Wednesday, September 5, 2012

EGG!

Sunny's Egg in my Big German-Norwegian Hand.

"When are your chickens going to start laying eggs?"
"Do you get lots of Eggs?"

These are the questions I hear all the time when people ask me about my chickens.  Don't they know that the birds themselves are just special in and of themselves?  Probably not.  They just want to know about the eggs.  So I become quite  boring when I tell them:

"I don't know.  They're not mature enough yet."  or,
"Nope, not yet."  My husband says teasingly,  "So how much is that first egg worth, $300 or $400 dollars?"  Ha-ha! 

Well after today.  It was priceless.

I came home for lunch and Sunny, my Buff Orpington was rooting around the deck behind my son's Tonka Trucks and toy bin.  She was more busy or more diligently poking around every nook and cranny.  She flew up on my dog's Kennel fencing although not seeming frightened.  She was panting but not drinking.  When I finished lunch I found her rooting around on my husband's tool bench in the garage.  Meandering around bags, ski ropes, power tool cases...  I got her back down backed out my car and closed the garage door.  Once back at work I started thinking about this "searching" behavior.  Roger, her best friend seemed worried about her, more alert for her.  Even he knew something wasn't right.  Is she ill?... was my first thought.  Is she having an earring complication a week later?  If you know what I mean...

Is she a free range chicken looking for a good nesting spot to lay her egg?!  DUH!    I got on Backyard Chickens and put Sunny's odd behavior out there on the world wide web for confirmation.  A very kind lady from the United Kingdom assured me that this is the case indeed. My excitement could hardly be contained from that point on.  As soon as it was time I  finished my work, grabbed my things, got the kids off the bus and told them what was going on.  All of the flock greeted us in the drive way.  Except Sunny.  I told the kids, "Go find her." Heidi found her on a retaining wall section of Russian Sage and a Honeycrisp apple tree.  Still panting, still searching.  We gently picked her up and carried her to the coop. Offered her fresh water and her feed.  She took some.  I then got her more pine shavings and Long Grass from the woods to use as nesting materials in one of the nesting boxes.  She went to work immediately.  Her comb and waddles bright red.
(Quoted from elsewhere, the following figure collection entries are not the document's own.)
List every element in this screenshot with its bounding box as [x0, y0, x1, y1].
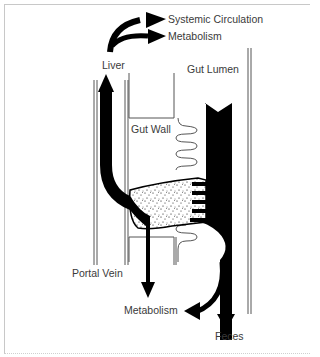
label-systemic-circulation: Systemic Circulation — [168, 14, 263, 25]
label-gut-lumen: Gut Lumen — [187, 64, 239, 75]
label-portal-vein: Portal Vein — [72, 268, 123, 279]
gut-wall-outline — [129, 73, 176, 265]
arrow-down-gut-metabolism-icon — [141, 224, 155, 298]
label-metabolism-liver: Metabolism — [168, 31, 222, 42]
arrow-up-to-liver-icon — [98, 74, 114, 92]
arrow-liver-to-systemic-icon — [110, 12, 166, 52]
label-gut-wall: Gut Wall — [131, 124, 171, 135]
arrow-curve-to-metabolism-icon — [184, 262, 222, 320]
gut-lumen-walls — [248, 48, 251, 314]
label-feces: Feces — [215, 331, 244, 342]
arrow-down-feces-icon — [217, 300, 235, 330]
label-metabolism-gut: Metabolism — [124, 305, 178, 316]
label-liver: Liver — [102, 60, 125, 71]
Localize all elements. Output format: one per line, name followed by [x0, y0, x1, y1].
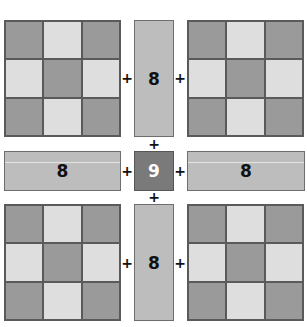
grid-cell-light — [5, 243, 43, 281]
grid-cell-light — [265, 59, 303, 97]
grid-cell-dark — [265, 205, 303, 243]
grid-cell-light — [82, 243, 120, 281]
grid-cell-dark — [82, 282, 120, 320]
plus-bottom-left: + — [121, 256, 133, 270]
grid-cell-light — [43, 282, 81, 320]
grid-cell-dark — [226, 59, 264, 97]
center-label: 9 — [148, 161, 160, 181]
grid-cell-light — [226, 282, 264, 320]
grid-cell-light — [188, 59, 226, 97]
grid-cell-dark — [82, 98, 120, 136]
grid-cell-dark — [82, 21, 120, 59]
grid-cell-light — [82, 59, 120, 97]
grid-cell-dark — [5, 205, 43, 243]
bar-right-label: 8 — [240, 161, 252, 181]
grid-cell-dark — [188, 21, 226, 59]
plus-middle-left: + — [121, 164, 133, 178]
grid-cell-dark — [43, 243, 81, 281]
plus-top-right: + — [174, 71, 186, 85]
bar-left: 8 — [4, 151, 121, 191]
grid-cell-dark — [5, 98, 43, 136]
grid-bottom-left — [4, 204, 121, 321]
grid-top-right — [187, 20, 304, 137]
bar-top-label: 8 — [148, 69, 160, 89]
grid-bottom-right — [187, 204, 304, 321]
grid-cell-light — [265, 243, 303, 281]
grid-cell-light — [5, 59, 43, 97]
grid-cell-dark — [5, 282, 43, 320]
plus-top-left: + — [121, 71, 133, 85]
grid-cell-light — [43, 205, 81, 243]
grid-cell-dark — [43, 59, 81, 97]
plus-middle-right: + — [174, 164, 186, 178]
bar-right: 8 — [187, 151, 305, 191]
grid-top-left — [4, 20, 121, 137]
grid-cell-dark — [5, 21, 43, 59]
bar-bottom: 8 — [134, 204, 174, 321]
grid-cell-light — [226, 205, 264, 243]
grid-cell-dark — [265, 98, 303, 136]
grid-cell-dark — [265, 282, 303, 320]
grid-cell-dark — [82, 205, 120, 243]
grid-cell-dark — [188, 205, 226, 243]
grid-cell-light — [188, 243, 226, 281]
plus-bottom-right: + — [174, 256, 186, 270]
grid-cell-light — [226, 21, 264, 59]
grid-cell-dark — [188, 282, 226, 320]
plus-center-bottom: + — [148, 190, 160, 204]
grid-cell-dark — [265, 21, 303, 59]
bar-bottom-label: 8 — [148, 253, 160, 273]
grid-cell-light — [226, 98, 264, 136]
plus-center-top: + — [148, 137, 160, 151]
grid-cell-light — [43, 21, 81, 59]
center-cell: 9 — [134, 151, 174, 191]
grid-cell-light — [43, 98, 81, 136]
grid-cell-dark — [188, 98, 226, 136]
grid-cell-dark — [226, 243, 264, 281]
bar-left-label: 8 — [57, 161, 69, 181]
bar-top: 8 — [134, 20, 174, 137]
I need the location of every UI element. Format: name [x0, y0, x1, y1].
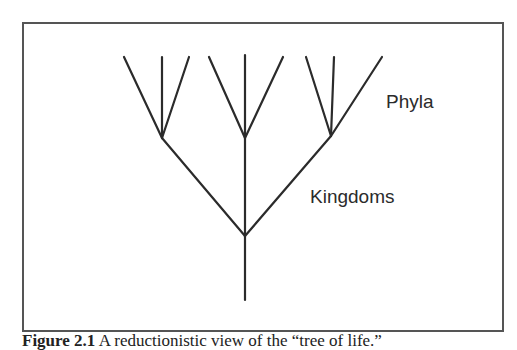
phylum-branch-middle-1 — [209, 57, 245, 138]
phylum-branch-left-3 — [162, 57, 189, 138]
caption-text: A reductionistic view of the “tree of li… — [95, 331, 382, 350]
phylum-branch-right-3 — [331, 57, 382, 136]
phylum-branch-left-1 — [124, 57, 162, 138]
tree-branches — [124, 55, 382, 300]
kingdoms-label: Kingdoms — [310, 187, 395, 206]
figure-caption: Figure 2.1 A reductionistic view of the … — [22, 332, 382, 349]
phylum-branch-right-1 — [306, 57, 331, 136]
phyla-label: Phyla — [386, 92, 434, 111]
phylum-branch-right-2 — [331, 57, 334, 136]
caption-figure-number: Figure 2.1 — [22, 331, 95, 350]
phylum-branch-middle-3 — [245, 57, 283, 138]
kingdom-branch-left — [162, 138, 245, 236]
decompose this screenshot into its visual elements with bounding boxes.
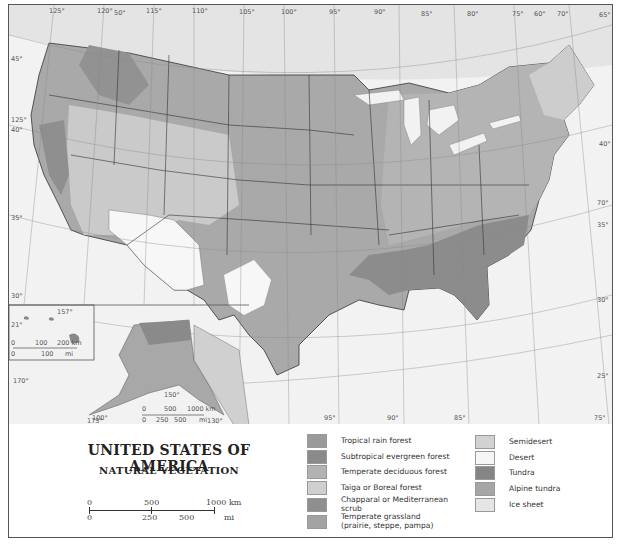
svg-text:0: 0: [11, 350, 15, 358]
svg-text:250: 250: [156, 416, 168, 424]
scale-mi-500: 500: [179, 513, 194, 522]
swatch: [307, 434, 327, 448]
svg-text:40°: 40°: [11, 126, 23, 134]
swatch: [475, 498, 495, 512]
svg-text:95°: 95°: [324, 414, 336, 422]
legend-item-chapparal: Chapparal or Mediterranean scrub: [307, 496, 451, 513]
svg-text:500: 500: [164, 405, 176, 413]
svg-text:30°: 30°: [11, 292, 23, 300]
swatch: [475, 482, 495, 496]
legend-item-tropical-rain-forest: Tropical rain forest: [307, 434, 411, 448]
svg-text:110°: 110°: [192, 7, 208, 15]
svg-text:100: 100: [41, 350, 53, 358]
svg-text:120°: 120°: [97, 7, 113, 15]
svg-text:75°: 75°: [512, 10, 524, 18]
swatch: [307, 498, 327, 512]
swatch: [307, 465, 327, 479]
svg-text:85°: 85°: [454, 414, 466, 422]
legend-item-subtropical-evergreen-forest: Subtropical evergreen forest: [307, 450, 449, 464]
svg-text:95°: 95°: [329, 8, 341, 16]
svg-text:70°: 70°: [557, 10, 569, 18]
vegetation-map: 125°120°50° 115°110°105° 100°95°90° 85°8…: [8, 4, 613, 426]
swatch: [307, 515, 327, 529]
svg-text:170°: 170°: [13, 377, 29, 385]
swatch: [307, 450, 327, 464]
scale-mi-unit: mi: [224, 513, 234, 522]
scale-km-0: 0: [87, 498, 92, 507]
inset-hawaii: 21° 157° 0100200 km 0100mi: [9, 305, 94, 360]
swatch: [307, 481, 327, 495]
svg-text:100°: 100°: [281, 8, 297, 16]
svg-text:60°: 60°: [534, 10, 546, 18]
svg-text:1000 km: 1000 km: [187, 405, 216, 413]
svg-text:90°: 90°: [374, 8, 386, 16]
svg-text:mi: mi: [65, 350, 73, 358]
scale-km-1000: 1000 km: [206, 498, 241, 507]
legend-item-tundra: Tundra: [475, 466, 535, 480]
legend-item-temperate-grassland: Temperate grassland (prairie, steppe, pa…: [307, 513, 451, 530]
svg-text:80°: 80°: [467, 10, 479, 18]
legend-item-desert: Desert: [475, 451, 534, 465]
swatch: [475, 435, 495, 449]
scale-mi-0: 0: [87, 513, 92, 522]
svg-text:157°: 157°: [57, 308, 73, 316]
scale-km-500: 500: [144, 498, 159, 507]
legend-item-ice-sheet: Ice sheet: [475, 498, 544, 512]
svg-text:50°: 50°: [114, 9, 126, 17]
swatch: [475, 466, 495, 480]
svg-text:70°: 70°: [597, 199, 609, 207]
svg-text:85°: 85°: [421, 10, 433, 18]
svg-text:90°: 90°: [387, 414, 399, 422]
svg-text:0: 0: [142, 405, 146, 413]
svg-text:115°: 115°: [146, 7, 162, 15]
swatch: [475, 451, 495, 465]
svg-text:30°: 30°: [597, 296, 609, 304]
svg-text:500: 500: [174, 416, 186, 424]
legend-item-taiga: Taiga or Boreal forest: [307, 481, 422, 495]
scale-bar: 0 500 1000 km 0 250 500 mi: [84, 500, 234, 530]
svg-text:45°: 45°: [11, 55, 23, 63]
svg-text:35°: 35°: [11, 214, 23, 222]
svg-text:0: 0: [142, 416, 146, 424]
legend-item-temperate-deciduous-forest: Temperate deciduous forest: [307, 465, 447, 479]
legend-item-semidesert: Semidesert: [475, 435, 552, 449]
svg-text:21°: 21°: [11, 321, 23, 329]
svg-text:40°: 40°: [599, 140, 611, 148]
svg-text:mi: mi: [199, 416, 207, 424]
svg-text:125°: 125°: [49, 7, 65, 15]
svg-text:25°: 25°: [597, 372, 609, 380]
svg-text:100: 100: [35, 339, 47, 347]
svg-text:150°: 150°: [164, 391, 180, 399]
map-graphic: 125°120°50° 115°110°105° 100°95°90° 85°8…: [9, 5, 612, 425]
map-subtitle: NATURAL VEGETATION: [69, 465, 269, 476]
svg-text:0: 0: [11, 339, 15, 347]
legend-panel: UNITED STATES OF AMERICA NATURAL VEGETAT…: [8, 424, 613, 538]
svg-text:200 km: 200 km: [57, 339, 82, 347]
svg-text:65°: 65°: [599, 11, 611, 19]
scale-mi-250: 250: [142, 513, 157, 522]
svg-text:125°: 125°: [11, 116, 27, 124]
legend-item-alpine-tundra: Alpine tundra: [475, 482, 560, 496]
svg-text:105°: 105°: [239, 8, 255, 16]
svg-text:35°: 35°: [597, 221, 609, 229]
svg-text:75°: 75°: [594, 414, 606, 422]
She turned this way and that. Scratching the nesting materials outward, trying to make a bowl of sorts--a nest suitable for her first egg.

Still she worked.  The whole nest process taking about 1/2 hour or so.  We sat mesmerized by her work and our anticipation never waivered.




She made 3 strange squawks we'd never heard before, her body slowly rising and the subtle sound of an egg landing gently onto her carefully made nest.
She let Heidi pick it out.  Still panting.  Poor girl.  A gigantic egg exceeding our expectations.  I had told the kids don't expect much.  A small one or deformed as her system is just learning and is young.  But here a monster egg that could quite possibly be a double yolker!




We sat cuddling her and making sure she was okay.  We re-opened the coop door and Roger came in, like a worried expectant father of sorts.  It was sort of neat.  His worry for her.  He looked relieved to see her.  Bock-bocking outside the coop during the whole process had him stressed out.  Such a good friend to Sunny.  We stared at her in wonderment  and in a new light.  Sunny no longer a "chick"  or a young immature teenaged pullet.  She's graduated into a motherhood of sorts.  We regard her with a reverence as a provider. 


Somebody suggested we keepsake the first egg and blow it out and others want to know if it's a double yolker.  I'll talk to the kids tomorrow Morning and see what they want to do with it.  Egg shell ornament for an Easter Tree or Scrambled Egg.

In the meantime, Roger roosted and is sleeping right next to Sunny on a lower peg of the roosting ladder, when they usually are on the more choice higher roost.  So Sweet.

Post Script 9/10/12  Sunny's egg was a single yolk.  I did blow it out and saved the shell and we made the yolk that came out into a scrambled egg which was the most delicious egg we ever tasted.